Kennedy's margin of victory of 874,608 votes was the largest in Massachusetts political history. [130] [131] Most historians and political scientists who have written about Kennedy refer to his U.S. Senate years as an interlude. [132] According to Robert Dallek, Kennedy called being a senator "the most corrupting job in the world." He ...
Robert Francis Kennedy (November 20, 1925 – June 6, 1968), also known as RFK, was an American politician and lawyer.He served as the 64th United States attorney general from January 1961 to September 1964, and as a U.S. senator from New York from January 1965 until his assassination in June 1968, when he was running for the Democratic presidential nomination.
The 1960 presidential campaign of John F. Kennedy, then junior United States senator from Massachusetts, was formally launched on January 2, 1960, as Senator Kennedy announced his intention to seek the Democratic Party nomination for the presidency of the United States in the 1960 presidential election.
In the November special election, Kennedy defeated Lodge with 55 percent of the vote. [1] Lodge's father had lost the same seat to then-Representative John F. Kennedy in 1952. [6] Political science professor Murray Levin stated that Kennedy's youth and political inexperience made him an innocent outsider, while his wealth made him incorruptible ...

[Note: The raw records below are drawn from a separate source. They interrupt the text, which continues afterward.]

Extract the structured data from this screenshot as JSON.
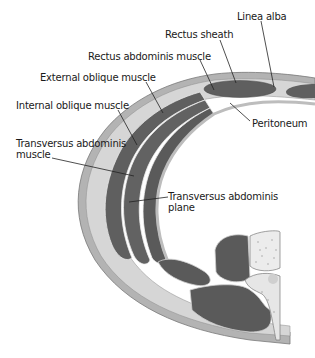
{
  "diagram": {
    "type": "anatomical cross-section",
    "labels": [
      {
        "id": "linea-alba",
        "text": "Linea alba"
      },
      {
        "id": "rectus-sheath",
        "text": "Rectus sheath"
      },
      {
        "id": "rectus-abdominis",
        "text": "Rectus abdominis muscle"
      },
      {
        "id": "external-oblique",
        "text": "External oblique muscle"
      },
      {
        "id": "internal-oblique",
        "text": "Internal oblique muscle"
      },
      {
        "id": "transversus-abdominis",
        "line1": "Transversus abdominis",
        "line2": "muscle"
      },
      {
        "id": "peritoneum",
        "text": "Peritoneum"
      },
      {
        "id": "tap",
        "line1": "Transversus abdominis",
        "line2": "plane"
      }
    ],
    "colors": {
      "muscle": "#5e5e5e",
      "fascia": "#c9c9c9",
      "skin": "#b5b5b5",
      "fat": "#e2e2e2",
      "bone": "#ececec",
      "outline": "#7a7a7a",
      "leader": "#222222"
    }
  }
}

Attorney General Robert F. Kennedy, Senator Ted Kennedy, and President John F. Kennedy in 1963. When Kennedy died in August 2009, he was the second-most senior member of the Senate (after President pro tempore Robert Byrd of West Virginia) and the third longest-serving senator of all time, behind Byrd and Strom Thurmond of South Carolina.
The vacancy that prompted the special election was created by the death of Democratic Senator Ted Kennedy on August 25, 2009. Kennedy had served as a U.S. senator since 1962, having been elected in a special election to fill the vacancy created when his brother John F. Kennedy was elected president of the United States in 1960.